Education Lab

CSU schools want in-person learning next fall. Here’s what Dr. Fauci says about that

Dr. Anthony Fauci said he is “cautiously optimistic” that the California State University could hold mostly in-person courses in fall 2021 — if enough people get vaccinated.

On Friday, CSU Chancellor Timothy White hosted a virtual Q&A session with Fauci, the director of the National Institute of Allergy and Infectious Diseases. Fauci spoke about the future of COVID-19 and colleges.

“If we get, I would say, a range from 70 to 85% of the population vaccinated, we will create an umbrella or a blanket of herd immunity over the population, to the point that the virus is not gonna have any place to go in us,” he said. “We could essentially end this outbreak in this country as we know it and put it in the rearview mirror.”

“By the time we get to April, May, June, July, August,” Fauci continued, “we can get the overwhelming majority of the people in this country vaccinated so that by the time we get to the 2021-2022 term, I think we could be in good shape.”

“So I am cautiously optimistic that we can do that and get back to some form of normality.”

People in the medical field, the elderly, and the most vulnerable are beginning to get vaccinated first.
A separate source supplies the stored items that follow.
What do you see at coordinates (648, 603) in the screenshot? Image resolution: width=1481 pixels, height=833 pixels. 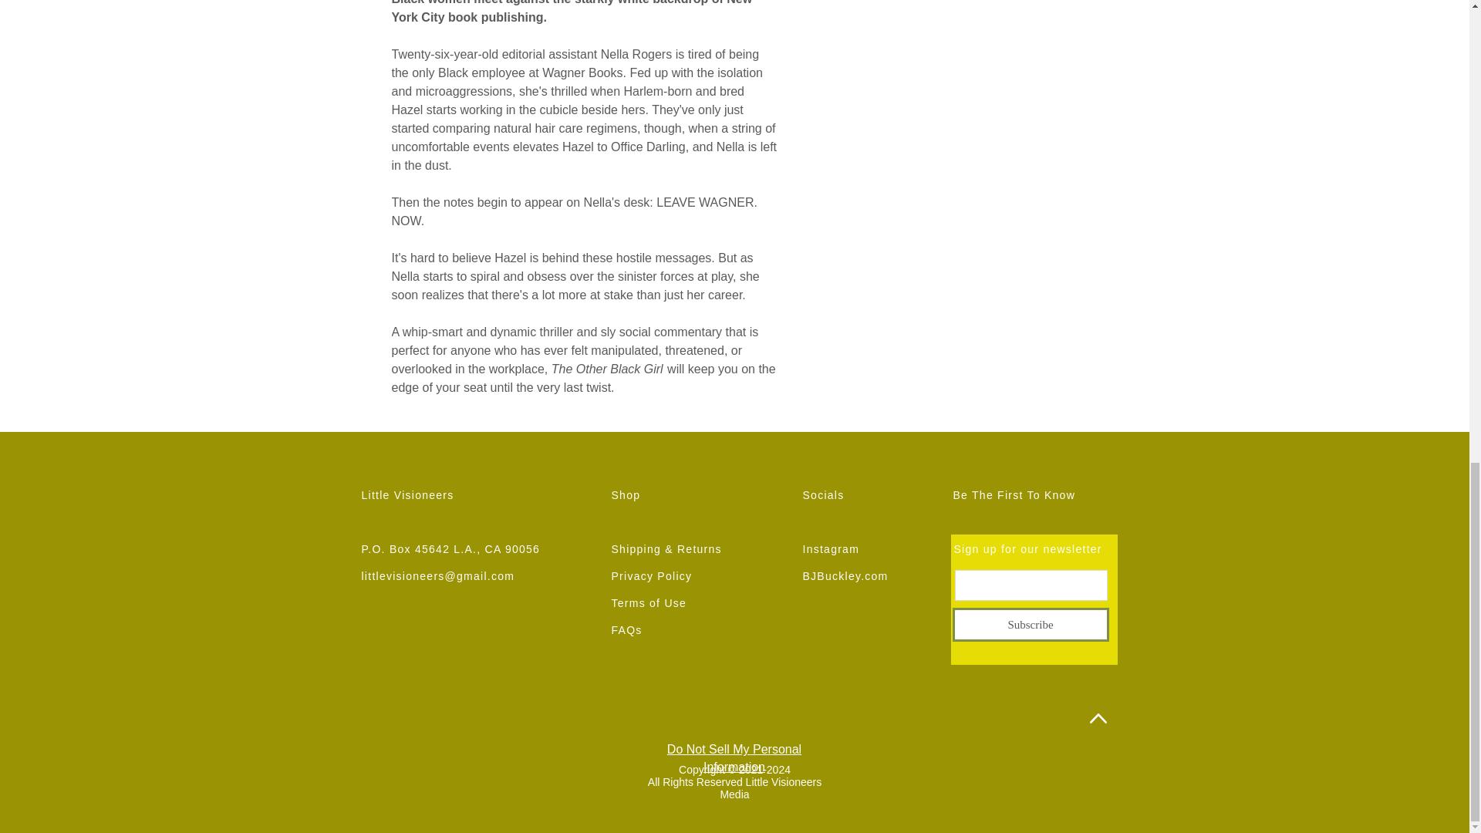 I see `Terms of Use` at bounding box center [648, 603].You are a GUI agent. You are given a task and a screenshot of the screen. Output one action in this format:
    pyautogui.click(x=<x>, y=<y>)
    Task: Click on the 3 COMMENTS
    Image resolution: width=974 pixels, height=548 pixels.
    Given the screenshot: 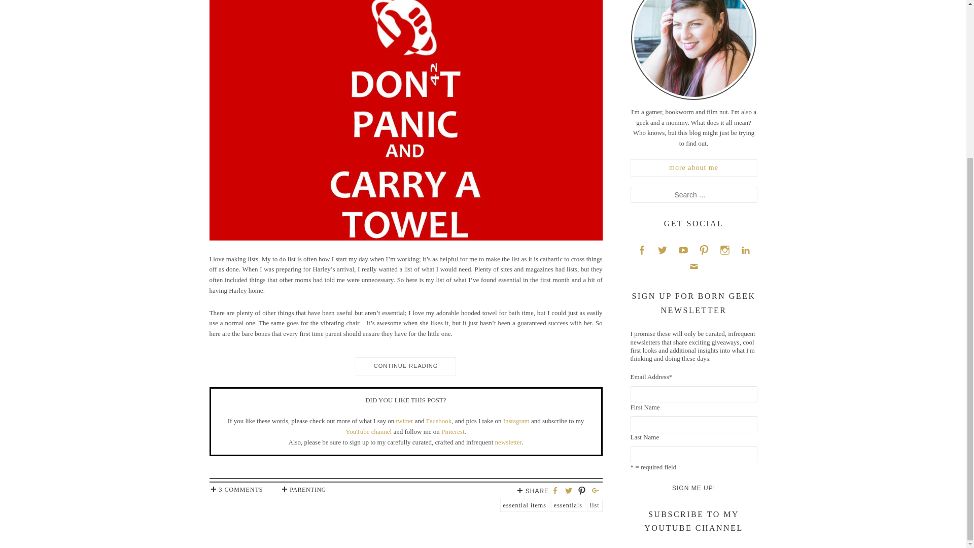 What is the action you would take?
    pyautogui.click(x=236, y=489)
    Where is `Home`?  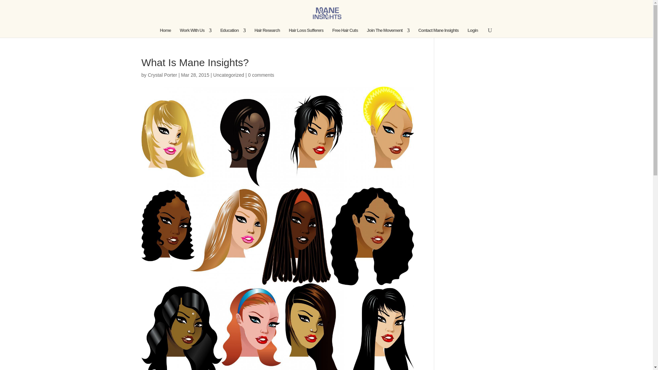
Home is located at coordinates (165, 33).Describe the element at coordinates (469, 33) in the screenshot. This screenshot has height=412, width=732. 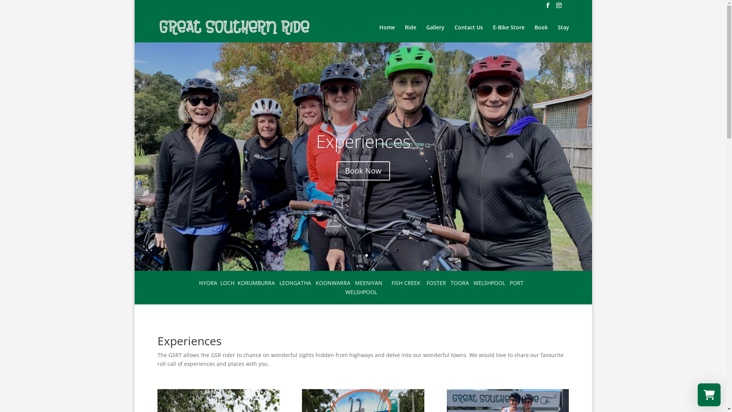
I see `Contact Us` at that location.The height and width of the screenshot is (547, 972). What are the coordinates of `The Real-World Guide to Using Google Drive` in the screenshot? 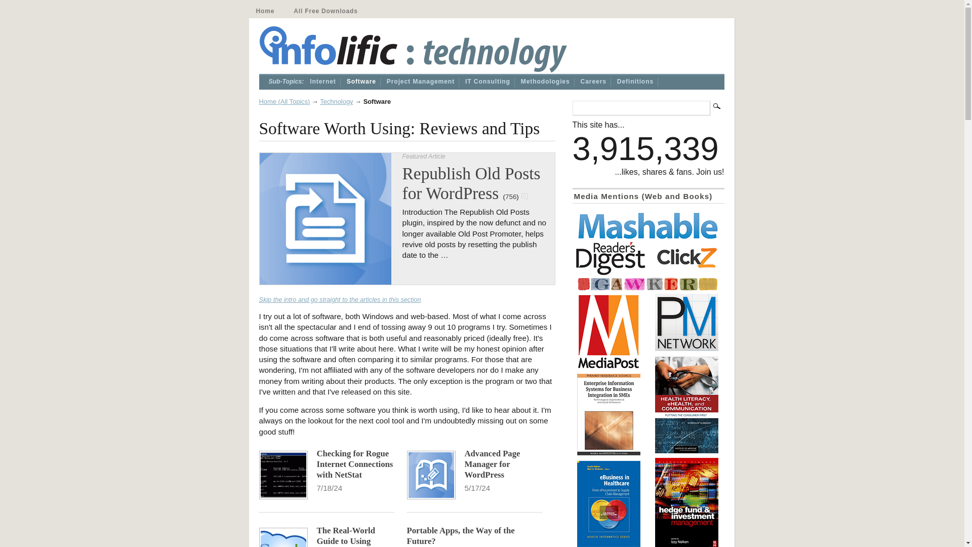 It's located at (346, 536).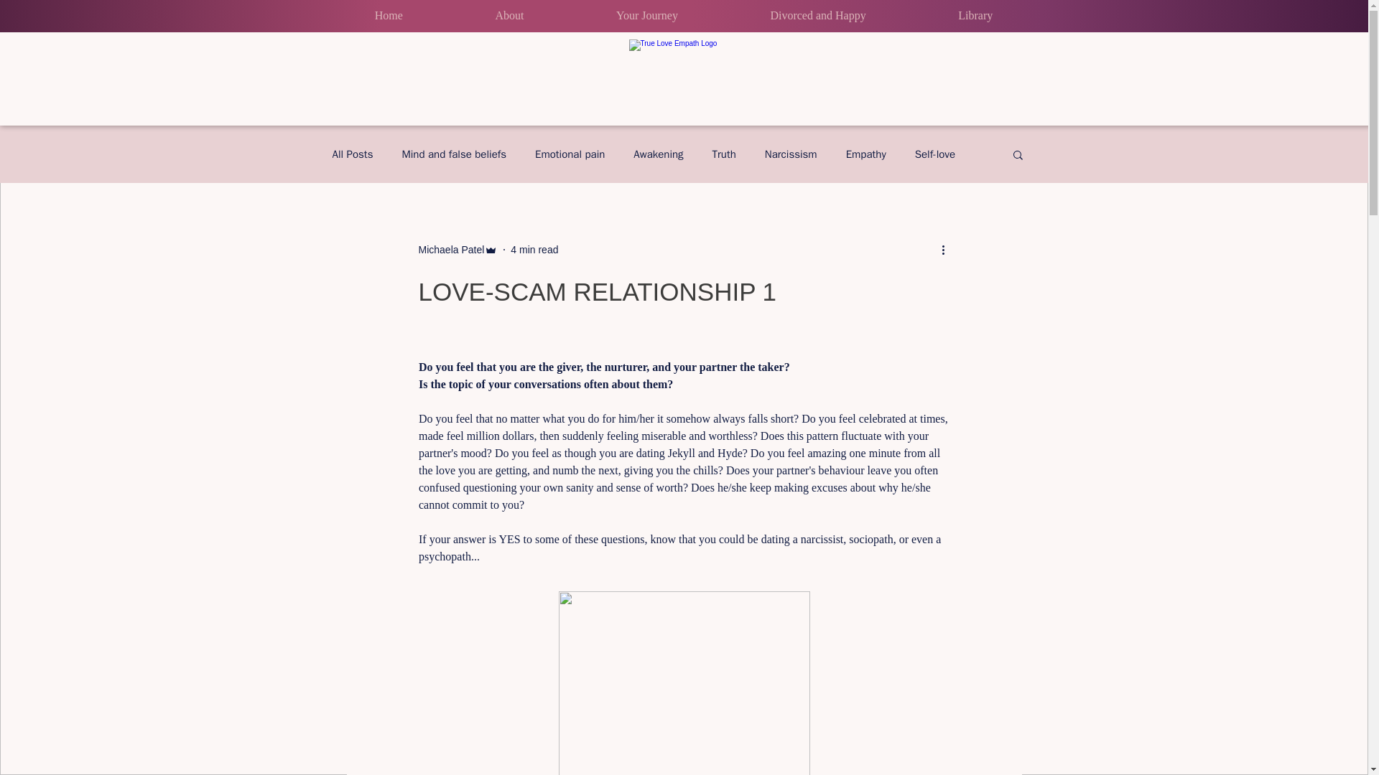 The image size is (1379, 775). I want to click on Library, so click(975, 15).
But Fauci said that beginning in March or April, those who don’t have underlying conditions or “any particular reason to get vaccinated” will be able to.

“It would be tragic, I think, (if) now that we have in our hands vaccines that are 94 to 95% effective, that we don’t get as many people as we possibly can to utilize that.”

Despite a current surge of coronavirus cases, the 23-campus California State University system plans to teach most courses in-person in the fall, White announced earlier in December.

Fauci addresses some public distrust in the vaccine

White said he and other leaders were concerned with how the pandemic has affected people of color at the universities and asked Fauci whether representation was considered in the vaccine trials.

Fauci said there are hurdles to getting Black and Latino populations vaccinated because there is a deep distrust due to medical abuse and racism. But he said the first clinical vaccination trials were largely successful in mirroring the current U.S. population.

About 11% of people in the Moderna trials were Black, which falls just short of the 13% they represent in the general population, he said. U.S. Latino population is about 18%, and the trial population was 21%.

“In the next couple of months, we’re going to have even more candidate vaccines that will have shown safety and efficacy,” he said. “(I want) to make sure we encourage people of all demographic groups to step forward and get vaccinated.”

In the meantime, intermittent testing of students can prevent the spread of infection at colleges, he advised university presidents.

Fauci said when he assumes his role in January as President-elect Joe Biden’s chief medical advisor, his top priorities will be getting vaccines to K-12 teachers and tracking the virus in schools.

“It’s extremely important to get children back into school and kept in school,” he said. “The idea of vaccinating teachers is very high up in the priorities, as well as doing surveillance in the schools, so that you can get a good feel for the penetration of infection, which hopefully will continue to be low and (they will) not have to shut down every time you get a student that’s infected.”